In the run up to the budget, Fine Gael Ministers and lobby groups such as the Irish Business and Employers Confederation, IBEC, continually raised the impact of the 52% marginal tax rate on middle and higher income earners. The Minister's proposed income tax changes, including the cut to the 41% rate, a higher entry point to the higher rate of €33,800 and the USC changes, are said to reduce the tax burden, but many of us have considered what the impact would be of a 1% or 2% cut in VAT overall. It must be recognised that all citizens are taxpayers and there must be recognition of the very regressive nature of consumption taxes such as VAT.

Budget 2015 contains a significant amount of tax expenditures, particularly for agri-business - I estimate that expenditure of approximately €30 million was announced yesterday by the Minister, Deputy Noonan - and other big business interests, which amounted to perhaps another €80 million, including the new knowledge development or patent box. Yet, other than preliminary headline figures for the cost of each new tax expenditure, we do not know the cumulative impact of tax expenditures on the public finances. For the past two decades of my membership of this House, the Minister and his predecessors have come to the House with a huge finance Bill mainly concerned with these tax expenditures, but we do not have any information or cost-benefit analysis on the cumulative impact of all of those expenditures. In fact, would we have had a budget deficit at all this year or last year or in any year since the crisis developed if we had not had such expenditures?

I welcome the proposed abolition of the "double Irish" tax arrangement, basically for the sake of our country's reputation. I also acknowledge the Government's commitment to retaining the 12.5% corporation tax rate. The Minister, Deputy Noonan, told me a few months ago that the average effective corporation tax rate was 10.7% or 10.9% since 2008, but I do not know what that means. What does it mean when we know that some huge companies are paying only 1% or 2%? Most of the citizens we represent would expect us to deliver a 12.5% tax rate.
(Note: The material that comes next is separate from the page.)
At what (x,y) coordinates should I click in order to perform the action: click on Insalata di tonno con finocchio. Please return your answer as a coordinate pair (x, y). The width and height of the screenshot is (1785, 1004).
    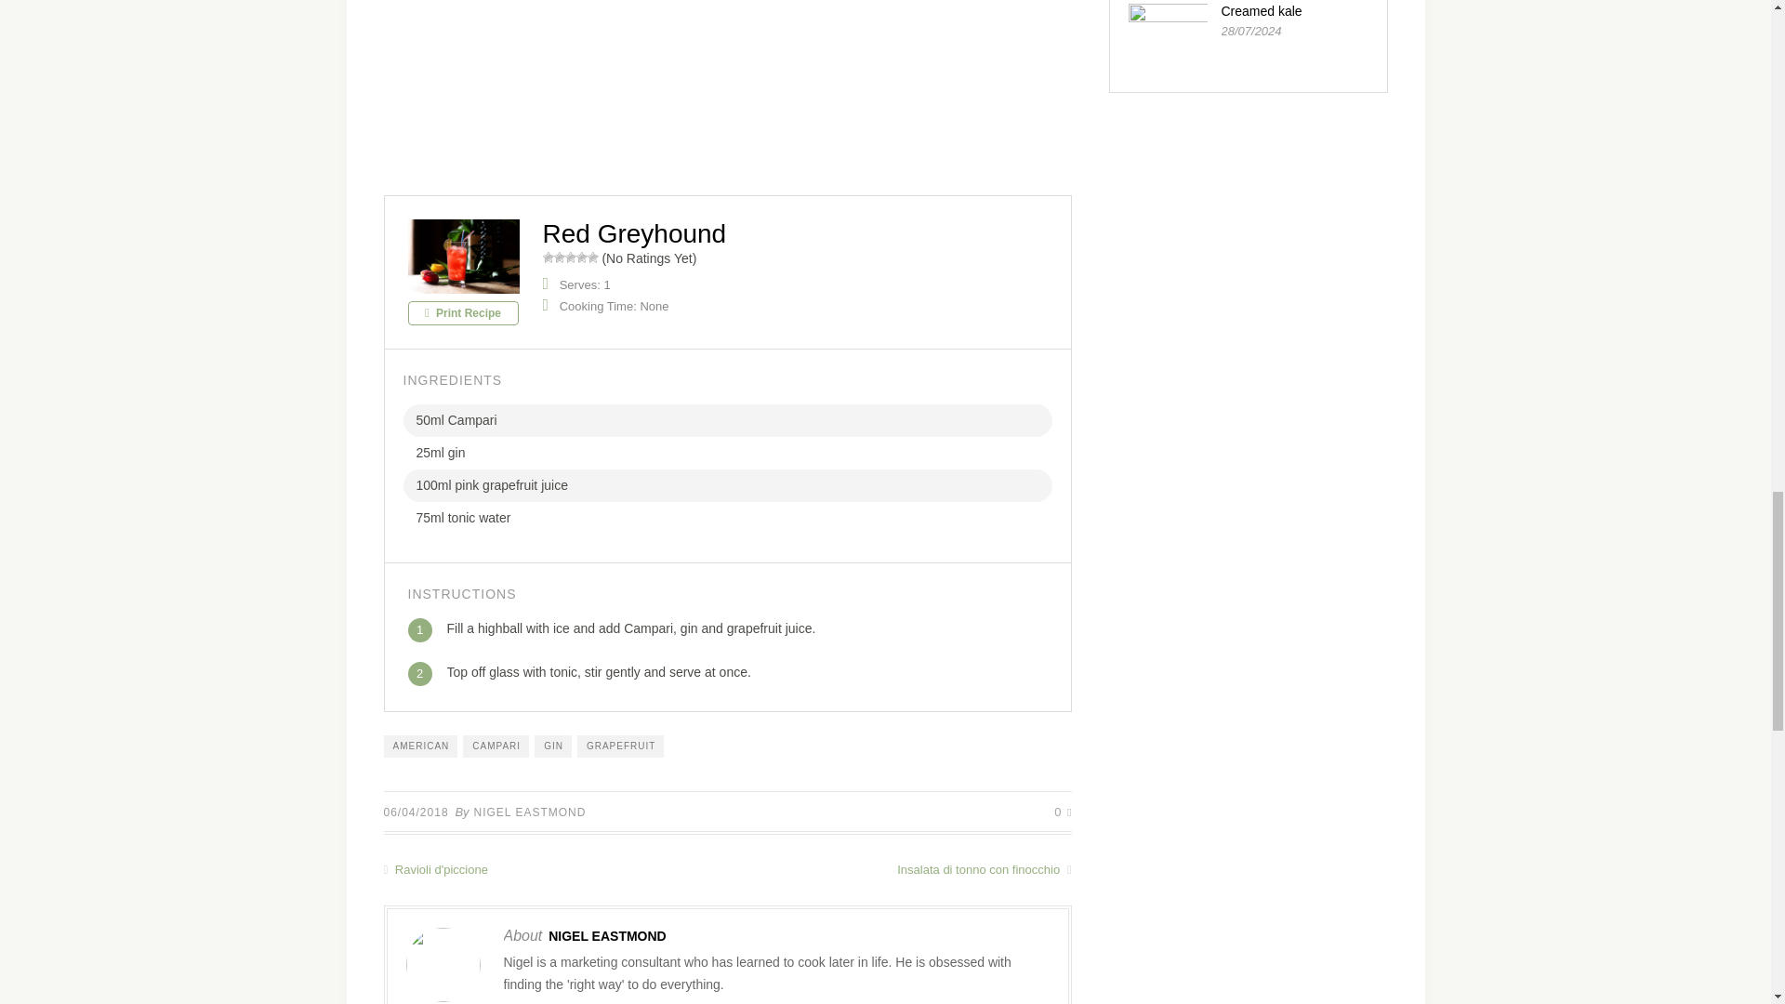
    Looking at the image, I should click on (898, 868).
They pay the PAYE standard rate or 40% rate and the VAT rate, and they would expect corporations to pay the tax rate that this House has designated. We have always dodged that issue.

In the budget submission I made last week to the Minister for Finance, Deputy Noonan, and the Minister for Public Expenditure and Reform, Deputy Howlin, I advocated two solidarity taxes to raise approximately €900 million. These were a new 48% income tax rate on individual incomes above €100,000, something I and a number of other Independent Deputies have proposed over the last few years, and a bank levy of at least €500 million, to continue through the years until the national debt-to-GDP ratio falls below 60%. Of course, there was never a chance of such a solidarity tax being introduced by a Fine-Gael-led Government, and neither Minister had much to say yesterday about banking.

I am delighted to have the opportunity to offer my comments. Yesterday, unfortunately, was not the end of austerity, but a missed opportunity by two Ministers who might well regret it when we are all on the hustings, perhaps next year.